I have to keep reminding myself that I am in the teaching profession because I LIKE teaching…

There’s nothing like giving students handouts with a schedule of the days their assignments are due, reading through it with them, and mentioning that the first assignment will be due on the fourth day of class – asking if they all understand that it is due, and asking them if they have any questions – telling them specifically how the first day’s lesson will give them what they need to complete the assignment, then explaining how the second day’s lesson will help them with the assignment due the fourth day, and reminding them that there is an assignment due the fourth day, spending part of the third lesson demonstrating how the lesson will be uploaded into the courseware for peer review before the next class, and giving them time at the end of class to work on their assignment, sending at least two e-mails remind them the lesson is due, and asking many times if anyone has any questions about the assignment due on the the fourth day, and still, no matter how many times you mention it, and how many ways you convey that fact, having a student give you a completely bewildered look on the fourth day when you ask if they have their assignment ready.

I teach a course called Computer Concepts, which is a remedial course on hardware, software, and networking for Computer Science students who have never touched a computer before deciding that they want to make $70 grand a year as a computer programmer. (And yes, one of the topics we discuss is that you need years of experience before you can even dream of making that kind of money!! If you could do it with an Associate’s degree, I certainly wouldn’t be teaching right now.)

For this class, I ask them to write five short (max 500 words) research papers, where the focus is mainly on getting them to write complete sentences AND learn to cite and reference their sources correctly. I spend a LOT of time before the first assignment emphasizing that a URL is not a complete reference, and I actually give failing grades to papers that only provide URL information. (And yes, I do provide a sample paper, and reference formats that I expect them to use.) Nonetheless, I have students who are STILL providing ONLY the URL even on the fourth or fifth paper for the class.

This term, I spend an entire class period on nothing but how to format references (our school requires APA format), and why it is important, a week or so before the first paper was due. They didn’t get it, so I spent another half a period going over the same material again after I returned the first set of papers. After that, I told them to come see me outside of class if they didn’t understand. (Not a single student has come to see me outside of class this term.) We’re in the last week of classes now, and their last paper is due tomorrow. By happenstance, we were talking about copyright law vs computers today, and the topic came up of how to properly cite and reference references. They acted like they had never heard any of this before, so I spent another half period talking about providing references to their sources. We didn’t even get to talk about EULA’s or file sharing at all, which is the heart of the topic that I planned to cover.

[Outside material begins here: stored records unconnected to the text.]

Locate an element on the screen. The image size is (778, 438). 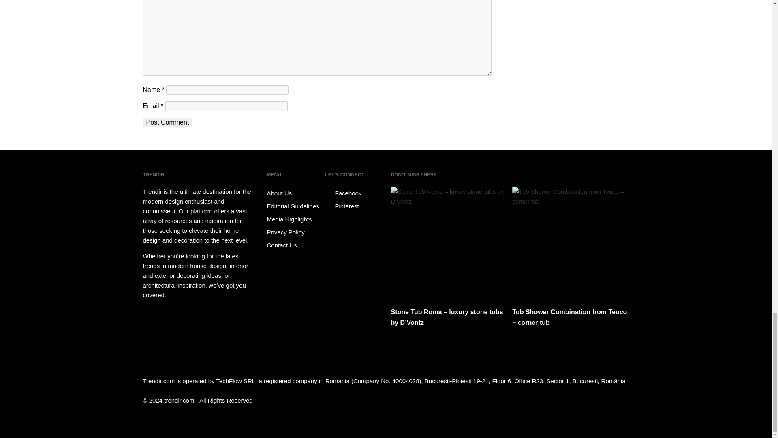
Trendir Editorial Guidelines is located at coordinates (295, 206).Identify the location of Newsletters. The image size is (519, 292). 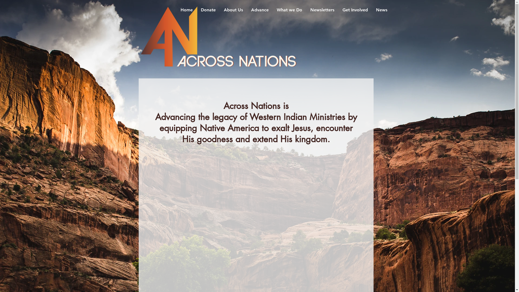
(322, 10). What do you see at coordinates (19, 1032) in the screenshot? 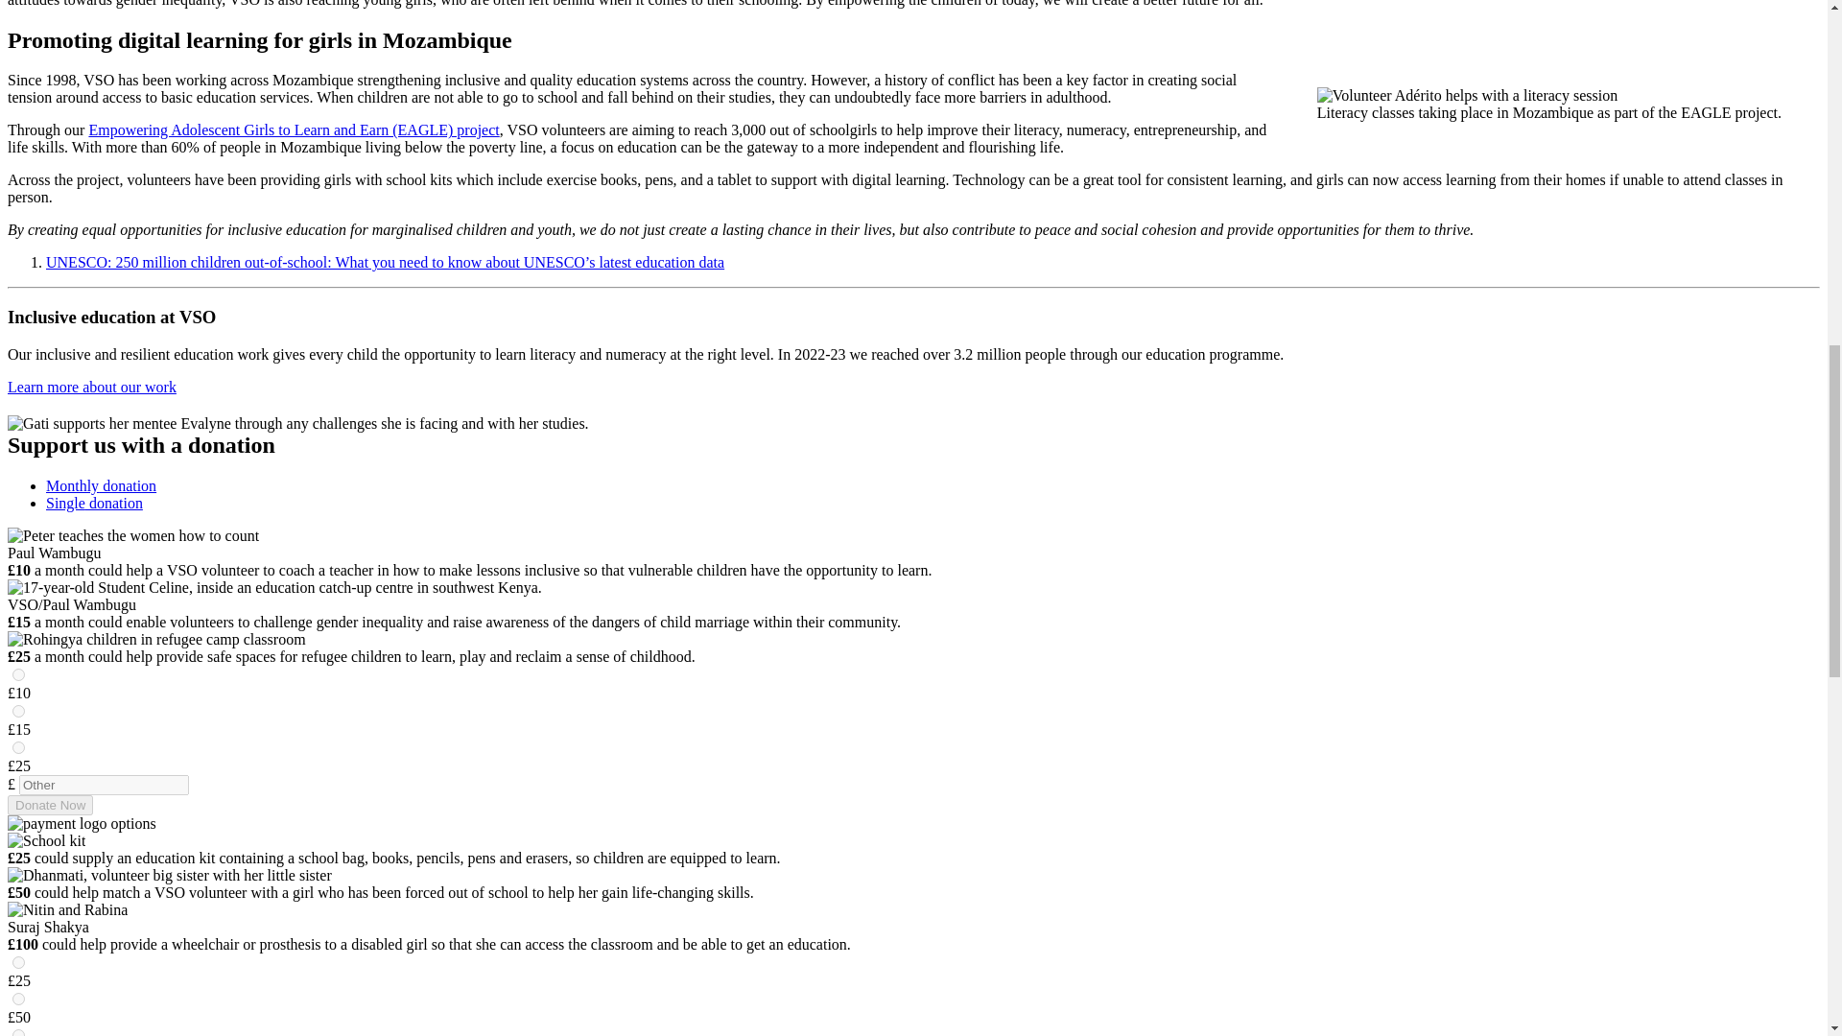
I see `100` at bounding box center [19, 1032]. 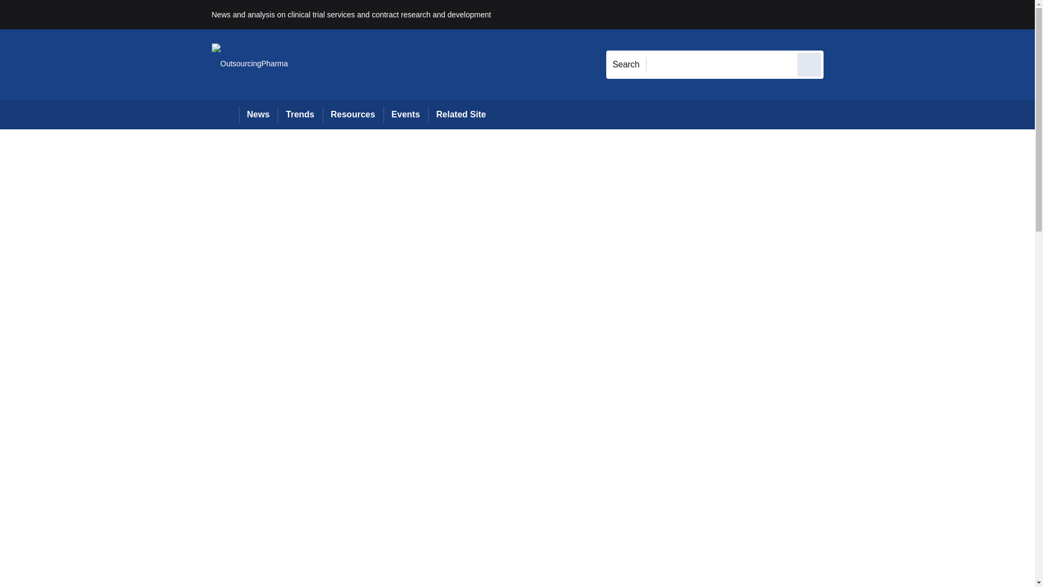 What do you see at coordinates (810, 64) in the screenshot?
I see `Send` at bounding box center [810, 64].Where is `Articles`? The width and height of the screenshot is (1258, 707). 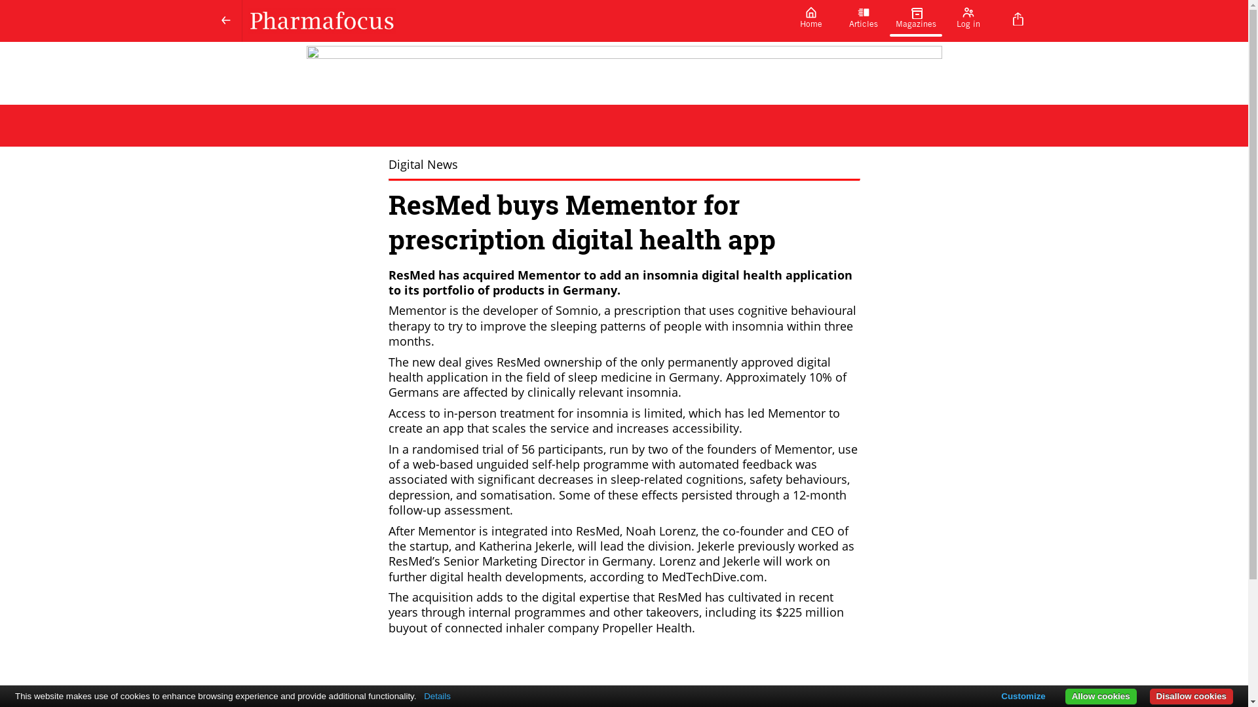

I’m in engineering, not anything artsy, so I never have to bother with essays and the like. However, there’s one thing I’ve always wondered about with regard to handing work in…and since there seems to be a lot of profs here, its the perfect place to ask.
What is the consensus on “re-submitting” your own work? Like, submitting the same short story for two different classes? I am assuming that it is your own work. Is not tolerated at all? Does it depend on the particular situation/nature of the class/nature of the assignment?

In highschool I was always very tempted to hand in an essay I did in a previous year. I never did, but always thought, “hey, it IS my work, how can they tell me I can’t hand it in?”.